Not quite - you're given a tax benefit (i.e., not taxed) on your contributions when you contribute them, but when you withdraw funds you pay income tax. If you withdraw before the 'retirement age' (55.5, as you say) then you pay an additional penalty.

The idea being that you would be in a higher tax bracket during your earning years, but in retirement you'd be theoretically in a lower tax bracket, therefore would get some tax savings. Additionally, since the tax savings is taken off of the 'top' of the bracket when you contribute and when you withdraw its added to the 'bottom'.

There's also Roth contributions (where you get no benefit now, but don't pay taxes on gains later when you withdraw), but not all plans offer this.


Pensions are not under your control. mostly they were good but once in a while the company you worked for, for 30 years went bankrupt and then you found out the penson was in company stock so not only were you out your job/income you also lost your retirement. In response to that we now have laws about what pensons can invest in - but that means their returns are terrible and so they are not a good roi.

more people have access to a 401k today than ever had a pension as well.


> You contribute some % of your paycheck and your employer matches some amount of that (potentially with a vesting schedule)

This is actually completely optional, many employers do not. For example mine does not do any matching or contributions

> The money can be invested, and then at some age (55.5 i believe?) you can access the money without being taxed. There is a maximum you can contribute per year etc etc.
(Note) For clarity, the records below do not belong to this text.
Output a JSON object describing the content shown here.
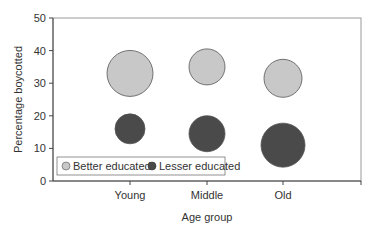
{
  "chart_data": {
    "type": "scatter",
    "subtype": "bubble",
    "title": "",
    "xlabel": "Age group",
    "ylabel": "Percentage boycotted",
    "categories": [
      "Young",
      "Middle",
      "Old"
    ],
    "ylim": [
      0,
      50
    ],
    "yticks": [
      0,
      10,
      20,
      30,
      40,
      50
    ],
    "grid": false,
    "legend_position": "bottom-left inside",
    "series": [
      {
        "name": "Better educated",
        "color": "#c8c8c8",
        "values": [
          33,
          35,
          31.5
        ],
        "sizes": [
          23,
          18,
          19
        ]
      },
      {
        "name": "Lesser educated",
        "color": "#4a4a4a",
        "values": [
          16,
          14.5,
          11
        ],
        "sizes": [
          15,
          18,
          22
        ]
      }
    ]
  }
}
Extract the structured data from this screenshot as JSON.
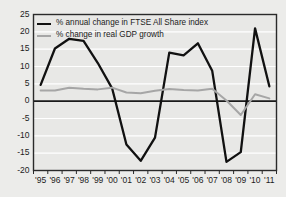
{
  "chart_data": {
    "type": "line",
    "title": "",
    "xlabel": "",
    "ylabel": "",
    "grid": true,
    "legend_position": "top-left",
    "categories": [
      "'95",
      "'96",
      "'97",
      "'98",
      "'99",
      "'00",
      "'01",
      "'02",
      "'03",
      "'04",
      "'05",
      "'06",
      "'07",
      "'08",
      "'09",
      "'10",
      "'11"
    ],
    "ylim": [
      -20,
      25
    ],
    "yticks": [
      25,
      20,
      15,
      10,
      5,
      0,
      -5,
      -10,
      -15,
      -20
    ],
    "series": [
      {
        "name": "% annual change in FTSE All Share index",
        "color": "#111111",
        "values": [
          4.7,
          15.2,
          18.0,
          17.4,
          11.0,
          3.7,
          -12.5,
          -17.2,
          -10.5,
          14.0,
          13.2,
          16.7,
          8.8,
          -17.5,
          -14.7,
          21.0,
          4.3
        ]
      },
      {
        "name": "% change in real GDP growth",
        "color": "#a6a6a6",
        "values": [
          3.1,
          3.1,
          3.9,
          3.6,
          3.4,
          3.9,
          2.5,
          2.3,
          3.0,
          3.5,
          3.2,
          3.1,
          3.6,
          0.2,
          -4.0,
          2.0,
          0.8
        ]
      }
    ],
    "axis_zero_line": 0
  },
  "legend": {
    "items": [
      {
        "label": "% annual change in FTSE All Share index"
      },
      {
        "label": "% change in real GDP growth"
      }
    ]
  }
}
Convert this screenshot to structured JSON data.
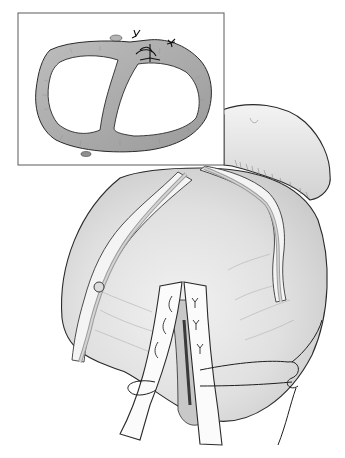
{
  "illustration": {
    "background": "#ffffff",
    "stroke_color": "#2a2a2a",
    "tissue_fill": "#e6e6e6",
    "tissue_shadow": "#c4c4c4",
    "wall_fill": "#a9a9a9",
    "wall_light": "#cfcfcf",
    "fat_fill": "#f4f4f4",
    "vessel_fill": "#bdbdbd",
    "flap_fill": "#fbfbfb",
    "lumen_dark": "#3a3a3a"
  },
  "inset": {
    "x": 18,
    "y": 13,
    "width": 206,
    "height": 152,
    "border_color": "#5a5a5a",
    "background": "#ffffff"
  }
}
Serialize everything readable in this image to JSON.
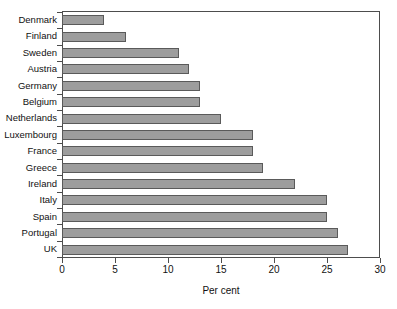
{
  "chart_data": {
    "type": "bar",
    "orientation": "horizontal",
    "title": "",
    "xlabel": "Per cent",
    "ylabel": "",
    "xlim": [
      0,
      30
    ],
    "xticks": [
      0,
      5,
      10,
      15,
      20,
      25,
      30
    ],
    "grid": false,
    "legend": null,
    "bar_color": "#9d9d9d",
    "bar_edge_color": "#5a5a5a",
    "categories": [
      "Denmark",
      "Finland",
      "Sweden",
      "Austria",
      "Germany",
      "Belgium",
      "Netherlands",
      "Luxembourg",
      "France",
      "Greece",
      "Ireland",
      "Italy",
      "Spain",
      "Portugal",
      "UK"
    ],
    "values": [
      4,
      6,
      11,
      12,
      13,
      13,
      15,
      18,
      18,
      19,
      22,
      25,
      25,
      26,
      27
    ]
  }
}
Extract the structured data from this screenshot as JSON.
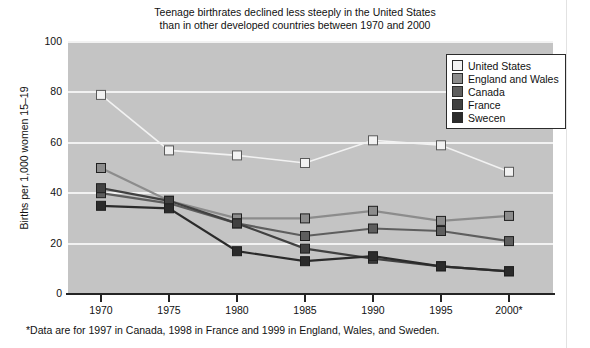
{
  "chart_data": {
    "type": "line",
    "title": "Teenage birthrates declined less steeply in the United States than in other developed countries between 1970 and 2000",
    "title_lines": [
      "Teenage birthrates declined less steeply in the United States",
      "than in other developed countries between 1970 and 2000"
    ],
    "xlabel": "",
    "ylabel": "Births per 1,000 women 15–19",
    "categories": [
      "1970",
      "1975",
      "1980",
      "1985",
      "1990",
      "1995",
      "2000*"
    ],
    "x": [
      1970,
      1975,
      1980,
      1985,
      1990,
      1995,
      2000
    ],
    "ylim": [
      0,
      100
    ],
    "yticks": [
      "0",
      "20",
      "40",
      "60",
      "80",
      "100"
    ],
    "ytick_values": [
      0,
      20,
      40,
      60,
      80,
      100
    ],
    "grid": "horizontal",
    "legend_position": "top-right",
    "plot_background": "#c4c4c4",
    "series": [
      {
        "name": "United States",
        "color": "#f2f2f2",
        "values": [
          79,
          57,
          55,
          52,
          61,
          59,
          48.5
        ]
      },
      {
        "name": "England and Wales",
        "color": "#8c8c8c",
        "values": [
          50,
          37,
          30,
          30,
          33,
          29,
          31
        ]
      },
      {
        "name": "Canada",
        "color": "#5e5e5e",
        "values": [
          40,
          36,
          28,
          23,
          26,
          25,
          21
        ]
      },
      {
        "name": "France",
        "color": "#414141",
        "values": [
          42,
          37,
          28,
          18,
          14,
          11,
          9
        ]
      },
      {
        "name": "Sweden",
        "color": "#2b2b2b",
        "values": [
          35,
          34,
          17,
          13,
          15,
          11,
          9
        ]
      }
    ],
    "footnote": "*Data are for 1997 in Canada, 1998 in France and 1999 in England, Wales, and Sweden."
  },
  "legend": {
    "items": [
      {
        "label": "United States",
        "color": "#f2f2f2"
      },
      {
        "label": "England and Wales",
        "color": "#8c8c8c"
      },
      {
        "label": "Canada",
        "color": "#5e5e5e"
      },
      {
        "label": "France",
        "color": "#414141"
      },
      {
        "label": "Swecen",
        "color": "#2b2b2b"
      }
    ]
  }
}
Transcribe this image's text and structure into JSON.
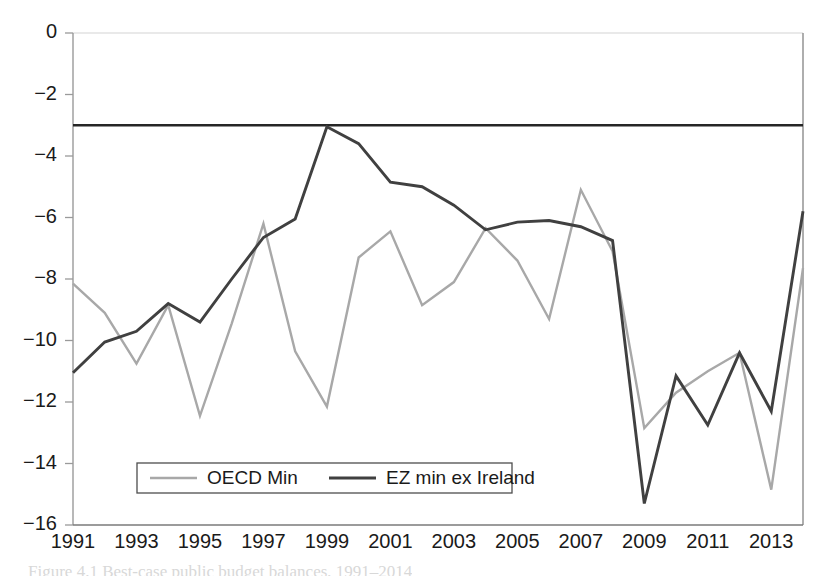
{
  "chart_data": {
    "type": "line",
    "title": "",
    "subtitle": "",
    "xlabel": "",
    "ylabel": "",
    "x": [
      1991,
      1992,
      1993,
      1994,
      1995,
      1996,
      1997,
      1998,
      1999,
      2000,
      2001,
      2002,
      2003,
      2004,
      2005,
      2006,
      2007,
      2008,
      2009,
      2010,
      2011,
      2012,
      2013,
      2014
    ],
    "xtick_labels": [
      "1991",
      "1993",
      "1995",
      "1997",
      "1999",
      "2001",
      "2003",
      "2005",
      "2007",
      "2009",
      "2011",
      "2013"
    ],
    "xtick_values": [
      1991,
      1993,
      1995,
      1997,
      1999,
      2001,
      2003,
      2005,
      2007,
      2009,
      2011,
      2013
    ],
    "ytick_labels": [
      "0",
      "-2",
      "-4",
      "-6",
      "-8",
      "-10",
      "-12",
      "-14",
      "-16"
    ],
    "ytick_values": [
      0,
      -2,
      -4,
      -6,
      -8,
      -10,
      -12,
      -14,
      -16
    ],
    "xlim": [
      1991,
      2014
    ],
    "ylim": [
      -16,
      0
    ],
    "grid": false,
    "legend_position": "bottom-left-inside",
    "reference_line": {
      "label": "-3% deficit limit",
      "value": -3,
      "color": "#262626",
      "width": 2.6
    },
    "series": [
      {
        "name": "OECD Min",
        "color": "#a8a8a8",
        "width": 2.4,
        "values": [
          -8.15,
          -9.1,
          -10.75,
          -8.85,
          -12.45,
          -9.45,
          -6.2,
          -10.35,
          -12.15,
          -7.3,
          -6.45,
          -8.85,
          -8.1,
          -6.35,
          -7.4,
          -9.3,
          -5.1,
          -7.1,
          -12.85,
          -11.7,
          -11.0,
          -10.4,
          -14.85,
          -7.65
        ]
      },
      {
        "name": "EZ min ex Ireland",
        "color": "#404040",
        "width": 2.9,
        "values": [
          -11.05,
          -10.05,
          -9.7,
          -8.8,
          -9.4,
          -8.0,
          -6.65,
          -6.05,
          -3.05,
          -3.6,
          -4.85,
          -5.0,
          -5.6,
          -6.4,
          -6.15,
          -6.1,
          -6.3,
          -6.75,
          -15.3,
          -11.15,
          -12.75,
          -10.4,
          -12.3,
          -5.8
        ]
      }
    ],
    "legend": [
      {
        "label": "OECD Min",
        "color": "#a8a8a8",
        "width": 2.4
      },
      {
        "label": "EZ min ex Ireland",
        "color": "#404040",
        "width": 2.9
      }
    ]
  },
  "caption": {
    "text": "Figure 4.1  Best-case public budget balances, 1991–2014"
  },
  "colors": {
    "axis": "#8c8c8c",
    "text": "#1a1a1a",
    "background": "#ffffff",
    "series_light": "#a8a8a8",
    "series_dark": "#404040"
  }
}
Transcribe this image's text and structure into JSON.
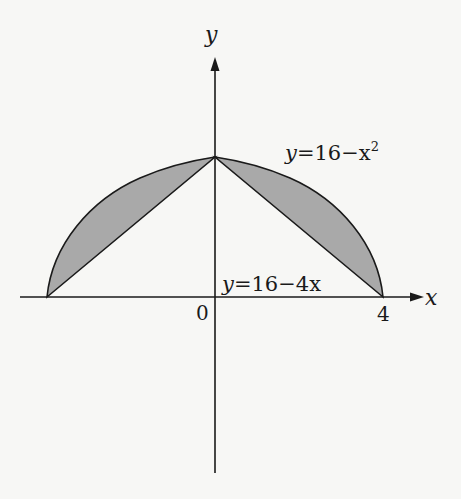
{
  "figure": {
    "axis_labels": {
      "x": "x",
      "y": "y"
    },
    "tick_labels": {
      "origin": "0",
      "x_right": "4"
    },
    "curves": [
      {
        "name": "parabola",
        "label_lhs": "y",
        "label_eq": "=16−x",
        "label_exp": "2"
      },
      {
        "name": "line",
        "label_lhs": "y",
        "label_eq": "=16−4x"
      }
    ],
    "colors": {
      "shade": "#a9a9a9",
      "stroke": "#1a1a1a",
      "background": "#f7f7f5"
    }
  }
}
So the tax side of this depends on if the 401k was done as Roth or traditional. Traditional IRAs are tax advantaged but not tax free. Contributions are pre-tax from the employee's paycheck. Roth on the other hand is post tax and tax free on withdrawal (assuming no penalties).


The pensions I had in mind (UK) don't have any guaranteed payout and can go to zero. We don't have to have anyone "managing" them, and I for one think that's a good thing.


We don’t have traditional defined-benefit pensions, or not outside of the public sector.


> We don’t have traditional defined-benefit pensions, or not outside of the public sector.

That's a fairly popular belief, but even now (well, as of March 2023), several decades after the general move against them, 15% of private sector workers have access to a defined-benefit pension plan.

https://www.bls.gov/opub/ted/2024/15-percent-of-private-indu...


Must be it be swallowed up? Is it not possible that an improvement in productivity increases but still be net positive? I believe that's what happens in the real world.


> Must be it be swallowed up?

Yes.

Because user CPU cycles are cheaper than developer brain power.